In an apparent attempt to safeguard his company’s reputation, Lyons wrote a letter to the Wall Street Journal on October 15th claiming they had cancelled Gilley’s book “at his request.” What supposedly happened is that, after the petition began circulating online, they put the book on hold and removed it from their website while they “reviewed the matter.” The next day, before they had reached a decision about how to proceed, “Prof. Gilley asked that we release him from the contract to publish his book.” So you see, there was really no capitulation at all…

The Wall Street Journal gave Gilley an opportunity to respond. He recounts that, after Lexington Books removed his book from their website, he “spent two fruitless days emailing my editor seeking an explanation, only to receive silence.” In order to prevent his book from being deleted by the publisher, which the terms of the contact apparently allowed, he then requested the rights back, “which they did immediately and without explanation.” Gilley concludes, “That Mr. Lyons should seek to exculpate his act of censorship with reference to this technicality only adds to the disgrace of him and his organization.”

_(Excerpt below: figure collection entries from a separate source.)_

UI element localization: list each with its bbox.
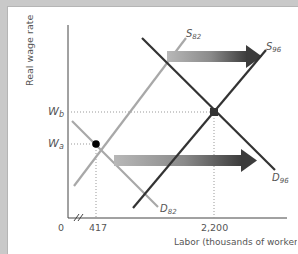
s96-label: S96 xyxy=(266,41,282,54)
wa-label: Wa xyxy=(48,137,64,151)
origin-label: 0 xyxy=(58,222,64,233)
wb-label: Wb xyxy=(48,105,64,119)
supply-curve-96 xyxy=(133,50,266,208)
demand-shift-arrow xyxy=(114,149,257,172)
d96-label: D96 xyxy=(272,172,289,185)
x-tick-2200: 2,200 xyxy=(201,222,228,233)
x-tick-417: 417 xyxy=(89,222,107,233)
supply-shift-arrow xyxy=(167,45,262,68)
s82-label: S82 xyxy=(186,28,202,41)
y-axis-label: Real wage rate xyxy=(24,15,35,86)
x-axis-label: Labor (thousands of workers) xyxy=(174,237,297,247)
d82-label: D82 xyxy=(160,203,177,216)
equilibrium-point-96 xyxy=(210,108,218,116)
equilibrium-point-82 xyxy=(92,140,100,148)
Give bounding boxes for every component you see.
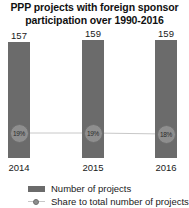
share-label-2016: 18% — [160, 131, 172, 138]
chart-legend: Number of projects Share to total number… — [28, 182, 189, 208]
plot-area: 157 159 159 19% 19% 18% — [0, 28, 189, 158]
share-marker-2014[interactable]: 19% — [10, 124, 29, 143]
share-marker-2015[interactable]: 19% — [84, 124, 103, 143]
axis-label-2016: 2016 — [155, 162, 176, 173]
share-marker-2016[interactable]: 18% — [157, 125, 176, 144]
legend-item-share-to-total[interactable]: Share to total number of projects — [28, 195, 189, 208]
chart-title-line-2: participation over 1990-2016 — [0, 14, 189, 27]
legend-label-share-to-total: Share to total number of projects — [51, 196, 189, 207]
chart-title-line-1: PPP projects with foreign sponsor — [0, 1, 189, 14]
bar-value-2016: 159 — [158, 28, 174, 39]
legend-label-number-of-projects: Number of projects — [51, 183, 131, 194]
axis-label-2014: 2014 — [8, 162, 29, 173]
chart-container: PPP projects with foreign sponsor partic… — [0, 0, 189, 208]
axis-label-2015: 2015 — [82, 162, 103, 173]
share-label-2015: 19% — [87, 130, 99, 137]
legend-circle-marker-icon — [28, 197, 45, 206]
bar-value-2015: 159 — [85, 28, 101, 39]
legend-bar-swatch-icon — [28, 186, 45, 192]
share-label-2014: 19% — [13, 130, 25, 137]
legend-item-number-of-projects[interactable]: Number of projects — [28, 182, 189, 195]
bar-value-2014: 157 — [11, 30, 27, 41]
chart-title: PPP projects with foreign sponsor partic… — [0, 1, 189, 26]
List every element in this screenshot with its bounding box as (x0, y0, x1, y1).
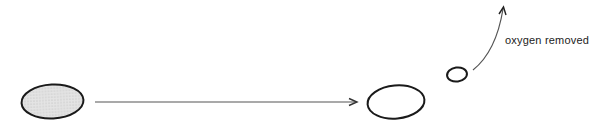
diagram-canvas (0, 0, 612, 129)
reaction-arrow (95, 99, 357, 106)
oxygen-removed-arrow (473, 7, 506, 70)
end-molecule-ellipse (366, 83, 426, 121)
start-molecule-ellipse (21, 83, 85, 120)
oxygen-ellipse (446, 66, 468, 83)
oxygen-removed-label: oxygen removed (505, 34, 589, 46)
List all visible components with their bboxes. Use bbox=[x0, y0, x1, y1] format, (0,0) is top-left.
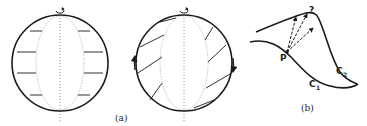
panel-b-label: (b) bbox=[301, 103, 314, 113]
left-sphere bbox=[12, 7, 108, 122]
curve-c1-label: C bbox=[309, 79, 316, 89]
rotation-arrow-icon bbox=[56, 7, 65, 13]
curve-c1 bbox=[250, 41, 358, 88]
point-p-label: P bbox=[280, 53, 287, 63]
rotation-arrow-icon bbox=[180, 7, 189, 13]
curve-c2-label: C bbox=[336, 66, 343, 76]
panel-a-label: (a) bbox=[115, 113, 127, 123]
curve-c2-subscript: 2 bbox=[343, 71, 347, 78]
side-arrow-right-icon bbox=[233, 58, 234, 72]
right-sphere bbox=[134, 7, 233, 122]
figure-canvas: (a) P ? C 2 C 1 (b) bbox=[0, 0, 367, 126]
panel-b: P ? C 2 C 1 bbox=[250, 5, 358, 91]
side-arrow-left-icon bbox=[134, 56, 135, 70]
candidate-arrows bbox=[287, 14, 313, 52]
question-mark-label: ? bbox=[309, 5, 314, 15]
curve-c1-subscript: 1 bbox=[316, 84, 320, 91]
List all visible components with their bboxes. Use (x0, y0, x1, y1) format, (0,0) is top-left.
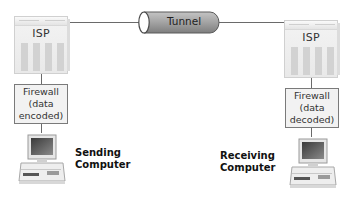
tunnel: Tunnel (138, 11, 220, 34)
left-isp-label: ISP (15, 27, 67, 40)
connector-left-isp-to-firewall (41, 74, 42, 84)
server-top-bevel (285, 21, 337, 30)
left-firewall-box: Firewall (data encoded) (14, 84, 68, 124)
desktop-computer-icon (17, 133, 67, 185)
connector-left-isp-to-tunnel (68, 22, 140, 23)
caption-line: Computer (220, 162, 282, 174)
sending-computer-caption: Sending Computer (75, 147, 130, 171)
tunnel-label: Tunnel (156, 15, 212, 27)
server-slot (291, 47, 298, 75)
connector-right-firewall-to-computer (311, 128, 312, 137)
firewall-note-line: decoded) (286, 114, 338, 126)
caption-line: Receiving (220, 150, 282, 162)
firewall-note-line: (data (286, 102, 338, 114)
server-slot (21, 43, 28, 71)
firewall-note-line: encoded) (15, 110, 67, 122)
caption-line: Computer (75, 159, 130, 171)
server-slot (303, 47, 310, 75)
receiving-computer-caption: Receiving Computer (220, 150, 282, 174)
connector-right-isp-to-firewall (311, 78, 312, 88)
server-slot (57, 43, 64, 71)
server-side (337, 23, 340, 75)
sending-computer (17, 133, 67, 185)
connector-left-firewall-to-computer (41, 124, 42, 133)
right-isp-label: ISP (285, 31, 337, 44)
firewall-title: Firewall (15, 86, 67, 98)
right-firewall-box: Firewall (data decoded) (285, 88, 339, 128)
server-slot (45, 43, 52, 71)
server-side (67, 19, 70, 71)
left-isp-server: ISP (14, 16, 68, 74)
firewall-title: Firewall (286, 90, 338, 102)
server-slot (327, 47, 334, 75)
caption-line: Sending (75, 147, 130, 159)
right-isp-server: ISP (284, 20, 338, 78)
desktop-computer-icon (288, 137, 338, 189)
receiving-computer (288, 137, 338, 189)
server-top-bevel (15, 17, 67, 26)
server-slot (315, 47, 322, 75)
server-slot (33, 43, 40, 71)
connector-tunnel-to-right-isp (218, 22, 286, 23)
firewall-note-line: (data (15, 98, 67, 110)
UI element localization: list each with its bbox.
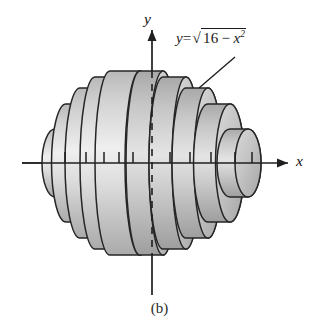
radicand-constant: 16 <box>203 30 218 46</box>
y-axis-label: y <box>144 10 151 28</box>
radicand: 16 − x2 <box>201 28 246 47</box>
solid-of-revolution-diagram <box>0 0 319 335</box>
radicand-minus: − <box>222 30 231 46</box>
equation-equals: = <box>183 30 192 46</box>
radical-sign: √16 − x2 <box>192 28 247 47</box>
radicand-exponent: 2 <box>240 29 245 39</box>
y-axis-arrowhead <box>148 30 157 41</box>
figure-caption: (b) <box>0 300 319 317</box>
x-axis-label: x <box>296 152 303 170</box>
curve-leader-line <box>199 57 235 88</box>
equation-lhs: y <box>176 30 183 46</box>
figure-container: y=√16 − x2 x y (b) <box>0 0 319 335</box>
x-axis-arrowhead <box>277 159 288 168</box>
curve-equation-label: y=√16 − x2 <box>176 28 246 47</box>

In his Wall Street Journal article of October 7th, Gilley said he had “no doubt” that both The Last Imperialist and the series of which it is part “will find new and better homes.” According to a recent update on the petition defending Gilley, that prediction has proven correct. Approximately one month after Lexington Books “disappeared” The Last Imperialist from its website, Gilley has found a new publisher for his book series. (And it seems that he had more than one offer.)

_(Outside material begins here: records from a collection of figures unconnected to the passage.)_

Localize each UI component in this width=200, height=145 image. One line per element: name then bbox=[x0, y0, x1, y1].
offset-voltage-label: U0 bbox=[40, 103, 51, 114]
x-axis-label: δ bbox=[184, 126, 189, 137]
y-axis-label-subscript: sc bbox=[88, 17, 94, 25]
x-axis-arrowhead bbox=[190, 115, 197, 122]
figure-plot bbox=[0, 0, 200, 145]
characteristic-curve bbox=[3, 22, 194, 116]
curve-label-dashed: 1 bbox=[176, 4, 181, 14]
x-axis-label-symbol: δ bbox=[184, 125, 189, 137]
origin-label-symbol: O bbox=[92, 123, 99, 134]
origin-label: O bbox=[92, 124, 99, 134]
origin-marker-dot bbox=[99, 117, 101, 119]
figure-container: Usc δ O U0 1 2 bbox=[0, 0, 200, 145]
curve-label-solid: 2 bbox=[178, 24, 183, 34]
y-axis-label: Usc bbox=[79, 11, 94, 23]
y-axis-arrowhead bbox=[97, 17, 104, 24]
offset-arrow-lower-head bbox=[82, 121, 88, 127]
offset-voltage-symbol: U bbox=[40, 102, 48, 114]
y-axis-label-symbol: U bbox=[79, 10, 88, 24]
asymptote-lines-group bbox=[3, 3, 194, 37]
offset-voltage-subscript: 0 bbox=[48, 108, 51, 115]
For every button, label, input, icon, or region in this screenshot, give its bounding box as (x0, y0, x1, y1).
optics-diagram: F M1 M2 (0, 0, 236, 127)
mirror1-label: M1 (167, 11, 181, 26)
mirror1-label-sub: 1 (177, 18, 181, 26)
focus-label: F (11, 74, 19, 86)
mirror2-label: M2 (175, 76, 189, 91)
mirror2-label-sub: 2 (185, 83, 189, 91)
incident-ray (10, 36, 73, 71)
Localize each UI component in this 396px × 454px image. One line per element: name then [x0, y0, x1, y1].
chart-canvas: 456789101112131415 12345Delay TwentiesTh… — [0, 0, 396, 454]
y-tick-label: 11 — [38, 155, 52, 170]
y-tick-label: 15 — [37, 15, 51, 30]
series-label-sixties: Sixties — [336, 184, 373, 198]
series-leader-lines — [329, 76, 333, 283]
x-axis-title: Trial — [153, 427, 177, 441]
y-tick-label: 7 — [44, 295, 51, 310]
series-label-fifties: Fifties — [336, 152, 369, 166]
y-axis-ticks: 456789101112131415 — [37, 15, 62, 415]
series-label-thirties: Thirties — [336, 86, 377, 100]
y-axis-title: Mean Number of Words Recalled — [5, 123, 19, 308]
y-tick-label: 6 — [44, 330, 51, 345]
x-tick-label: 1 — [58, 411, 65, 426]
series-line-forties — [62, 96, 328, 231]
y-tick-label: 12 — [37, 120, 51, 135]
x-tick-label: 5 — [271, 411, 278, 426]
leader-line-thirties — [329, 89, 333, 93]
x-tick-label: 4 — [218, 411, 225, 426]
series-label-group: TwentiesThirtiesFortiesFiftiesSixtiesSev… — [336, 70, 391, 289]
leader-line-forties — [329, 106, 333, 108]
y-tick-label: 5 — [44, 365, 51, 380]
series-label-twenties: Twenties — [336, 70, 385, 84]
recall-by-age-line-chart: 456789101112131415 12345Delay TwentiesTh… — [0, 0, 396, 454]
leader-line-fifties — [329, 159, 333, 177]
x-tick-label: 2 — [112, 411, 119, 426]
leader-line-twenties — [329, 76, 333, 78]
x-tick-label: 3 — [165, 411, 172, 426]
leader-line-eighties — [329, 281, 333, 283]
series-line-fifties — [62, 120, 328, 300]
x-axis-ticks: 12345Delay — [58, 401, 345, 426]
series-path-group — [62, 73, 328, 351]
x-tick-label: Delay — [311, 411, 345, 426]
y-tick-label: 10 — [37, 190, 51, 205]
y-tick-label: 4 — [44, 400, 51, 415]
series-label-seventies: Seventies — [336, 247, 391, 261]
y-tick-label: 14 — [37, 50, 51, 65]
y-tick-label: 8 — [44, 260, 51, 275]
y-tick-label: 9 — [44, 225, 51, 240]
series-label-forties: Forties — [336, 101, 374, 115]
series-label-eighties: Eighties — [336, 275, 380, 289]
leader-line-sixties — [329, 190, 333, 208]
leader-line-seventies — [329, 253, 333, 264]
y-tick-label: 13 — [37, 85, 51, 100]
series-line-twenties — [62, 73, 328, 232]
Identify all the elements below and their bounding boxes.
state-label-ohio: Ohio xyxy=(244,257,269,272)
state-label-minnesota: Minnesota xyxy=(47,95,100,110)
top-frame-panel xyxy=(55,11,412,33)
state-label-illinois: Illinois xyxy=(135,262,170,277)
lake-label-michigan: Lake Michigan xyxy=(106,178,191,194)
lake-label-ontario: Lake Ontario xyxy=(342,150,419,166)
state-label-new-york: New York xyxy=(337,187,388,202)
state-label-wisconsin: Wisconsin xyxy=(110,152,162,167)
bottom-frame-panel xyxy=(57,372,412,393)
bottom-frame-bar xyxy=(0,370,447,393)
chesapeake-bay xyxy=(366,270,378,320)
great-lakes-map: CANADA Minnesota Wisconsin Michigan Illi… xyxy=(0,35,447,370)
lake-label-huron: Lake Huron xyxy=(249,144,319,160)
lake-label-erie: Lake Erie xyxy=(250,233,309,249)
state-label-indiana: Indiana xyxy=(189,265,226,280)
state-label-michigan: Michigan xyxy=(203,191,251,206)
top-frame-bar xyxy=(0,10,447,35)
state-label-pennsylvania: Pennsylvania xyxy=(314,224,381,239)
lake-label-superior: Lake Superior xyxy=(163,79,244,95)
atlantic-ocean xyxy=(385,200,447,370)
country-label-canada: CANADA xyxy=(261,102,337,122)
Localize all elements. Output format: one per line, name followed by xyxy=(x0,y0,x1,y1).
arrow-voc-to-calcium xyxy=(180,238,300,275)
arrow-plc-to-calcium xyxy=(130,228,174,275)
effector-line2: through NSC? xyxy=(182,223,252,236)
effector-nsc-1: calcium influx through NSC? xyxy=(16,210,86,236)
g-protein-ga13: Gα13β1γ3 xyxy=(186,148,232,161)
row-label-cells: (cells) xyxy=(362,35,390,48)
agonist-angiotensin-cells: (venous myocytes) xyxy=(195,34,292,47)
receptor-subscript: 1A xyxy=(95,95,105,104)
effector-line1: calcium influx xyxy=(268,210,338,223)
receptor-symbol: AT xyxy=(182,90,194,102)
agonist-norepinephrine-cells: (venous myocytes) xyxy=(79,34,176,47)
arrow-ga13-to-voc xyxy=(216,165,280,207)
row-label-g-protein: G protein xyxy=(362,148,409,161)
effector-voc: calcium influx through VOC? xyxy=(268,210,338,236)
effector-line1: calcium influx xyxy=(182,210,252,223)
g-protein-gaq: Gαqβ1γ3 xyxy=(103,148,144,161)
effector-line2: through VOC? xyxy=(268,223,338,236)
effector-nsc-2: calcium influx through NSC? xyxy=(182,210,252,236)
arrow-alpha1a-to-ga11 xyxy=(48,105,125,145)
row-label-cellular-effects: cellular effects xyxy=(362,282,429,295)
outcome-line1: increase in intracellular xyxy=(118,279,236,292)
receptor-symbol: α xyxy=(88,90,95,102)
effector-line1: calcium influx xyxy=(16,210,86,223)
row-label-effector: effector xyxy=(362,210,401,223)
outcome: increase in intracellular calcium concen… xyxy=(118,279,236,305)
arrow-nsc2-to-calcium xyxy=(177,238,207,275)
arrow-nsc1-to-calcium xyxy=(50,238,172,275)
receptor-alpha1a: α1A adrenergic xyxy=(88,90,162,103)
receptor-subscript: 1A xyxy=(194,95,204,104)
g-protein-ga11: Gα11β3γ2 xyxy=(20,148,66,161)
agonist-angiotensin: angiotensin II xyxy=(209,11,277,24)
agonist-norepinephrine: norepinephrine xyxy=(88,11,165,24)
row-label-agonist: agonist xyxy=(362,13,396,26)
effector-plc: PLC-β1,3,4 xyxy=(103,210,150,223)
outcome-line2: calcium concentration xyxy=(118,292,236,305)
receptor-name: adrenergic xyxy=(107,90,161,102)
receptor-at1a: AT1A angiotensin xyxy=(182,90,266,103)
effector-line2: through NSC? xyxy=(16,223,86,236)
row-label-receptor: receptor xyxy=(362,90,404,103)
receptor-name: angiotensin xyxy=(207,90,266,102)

This is certainly good news from the standpoint of free inquiry and open debate, since it will allow people to read Gilley’s work for themselves, and then decide whether or not they agree with him. (As the House Minority Leader might say: we have to publish the book so that you can find out what is in it, away from the fog of the controversy.) Encouraging too is the speed with which other publishers came forward to offer their services. However, the fact that a book was cancelled at the behest of a petition does not speak well of the current state of publishing, especially since Gilley’s is not the only book to have been cancelled in the last 12 months. And of course, the fact that so many academics signed that petition in the first place does not paint a flattering picture of academia.

Even though Gilley has found a new publisher, this latest entry on his rap-sheet will undoubtedly have a chilling effect on free speech. (Few people wish to be embroiled in such a controversy, regardless of the outcome.) Opposing the cancellation of books, and the petitions that give rise to them, is therefore fundamental. And that’s true whether you agree or disagree with the author’s views.